Sexual reproduction needs TWO parents and involves the fusion of male and female gametes — DNA from both parents is mixed and the offspring are all genetically different. Asexual reproduction needs only ONE parent, has no gametes and no fertilisation, and uses only mitosis — the offspring are clones, genetically identical to the parent. AQA mark schemes always want the three contrasts spelled out: number of parents, presence/absence of gametes, whether offspring are identical or varied.

Why do gametes need to be haploid?

Because at fertilisation TWO gametes fuse. If each gamete had the full chromosome number, fertilisation would double the chromosome number every generation — and the offspring would have twice as many chromosomes as either parent. By halving the chromosome number during meiosis (46 → 23 in humans), the system makes sure that when sperm + egg fuse, the diploid number is RESTORED in the zygote rather than doubled.

How does meiosis make four different gametes from one cell?

The parent cell is diploid — chromosomes come in pairs, one from each grandparent.

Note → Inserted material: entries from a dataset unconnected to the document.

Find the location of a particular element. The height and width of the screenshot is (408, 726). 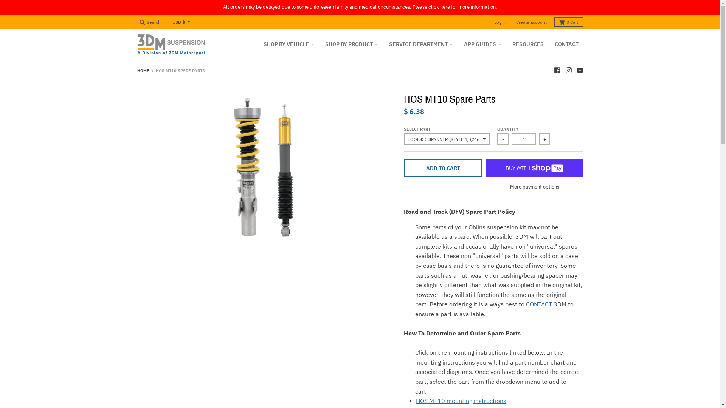

More payment options is located at coordinates (535, 188).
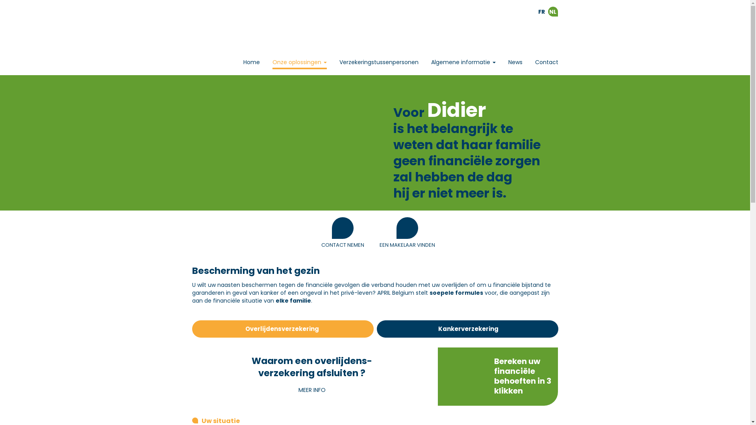 The height and width of the screenshot is (425, 756). What do you see at coordinates (553, 12) in the screenshot?
I see `NL` at bounding box center [553, 12].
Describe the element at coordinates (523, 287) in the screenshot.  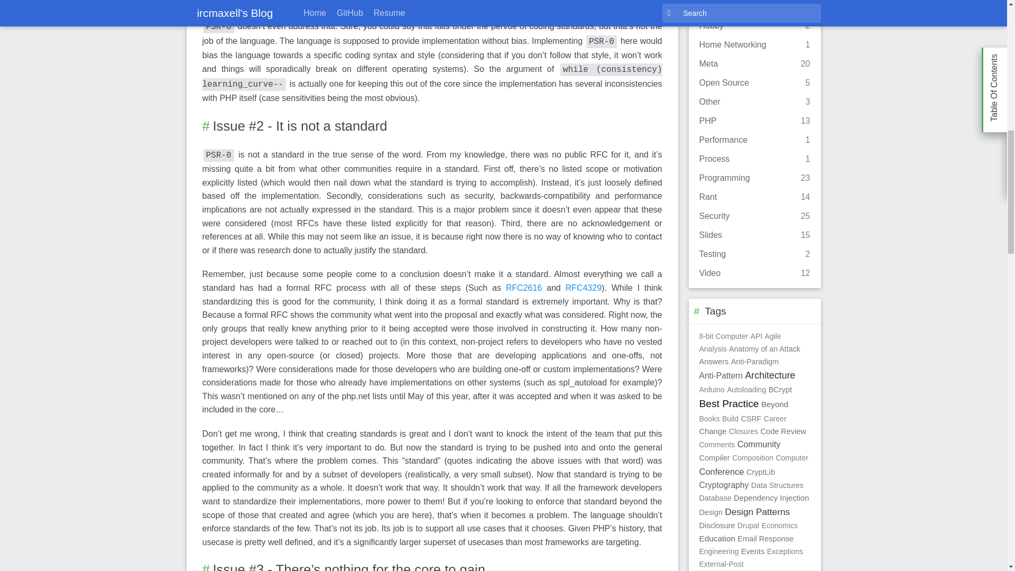
I see `RFC2616` at that location.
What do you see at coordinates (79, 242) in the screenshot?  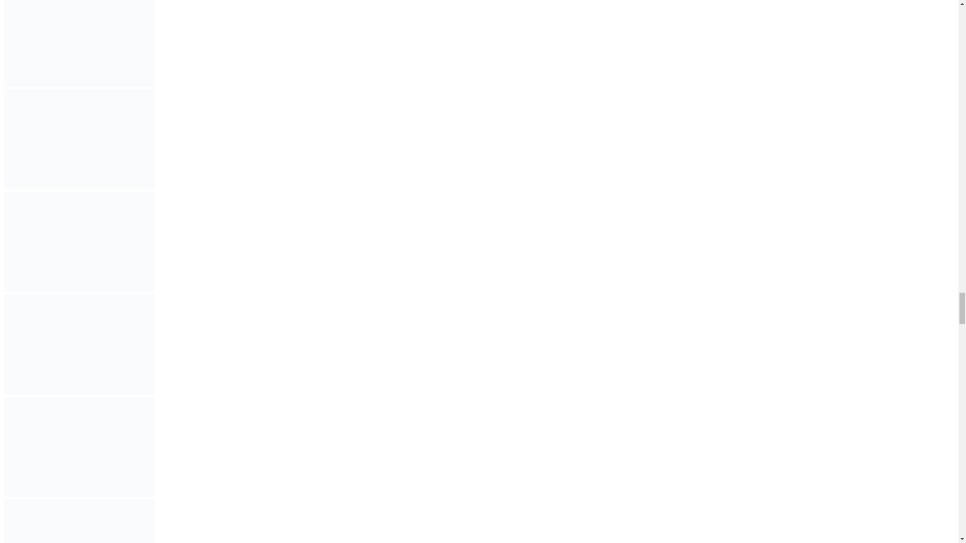 I see `Seychelles inner islands mahe constance ephelia resort20` at bounding box center [79, 242].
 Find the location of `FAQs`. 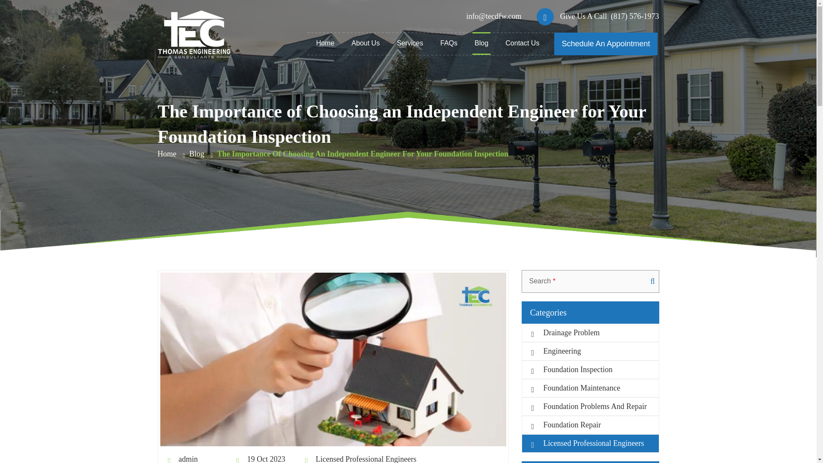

During meiosis the cell divides TWICE. In the first division the pairs of chromosomes are separated, and they line up at random — so each gamete ends up with a random combination of grandparental chromosomes. The chromosomes also swap segments of DNA with their partners before separating, creating new combinations of alleles. The result is four haploid cells that are all genetically unique.

Why does asexual reproduction produce genetically identical offspring?

Because only ONE parent is involved and only MITOSIS is used. Mitosis copies the parent's DNA exactly, then divides the cell so that each daughter cell receives an identical copy. There is no fusion with another parent's DNA and no shuffling — so the offspring's genome is a precise copy of the parent's. Bacteria splitting by binary fission, strawberries growing on runners, and potatoes sprouting from tubers all produce clones for exactly this reason.

Why might an organism use both sexual and asexual reproduction?

It's a hedging strategy. Asexual reproduction is FAST and EFFICIENT — only one parent, lots of identical offspring quickly, and any desirable characteristics are preserved exactly. Sexual reproduction is SLOWER but produces VARIATION — offspring with new combinations of alleles, some of which may survive new diseases or environmental changes. By using both (like the malaria parasite or many plants), an organism gets the speed of cloning when conditions are good and the genetic insurance of variation in case conditions change.

Where in the body does meiosis happen?

Only in the reproductive organs. In males: the testes, where sperm are made. In females: the ovaries, where egg cells are made. In flowering plants: the anthers (making pollen) and the ovaries (making ovules). Everywhere else in the body — skin, muscle, gut, bone marrow, root tips — cell division is by MITOSIS. If meiosis happened in body cells, the chromosome number would halve every time a cell divided, which would be a disaster.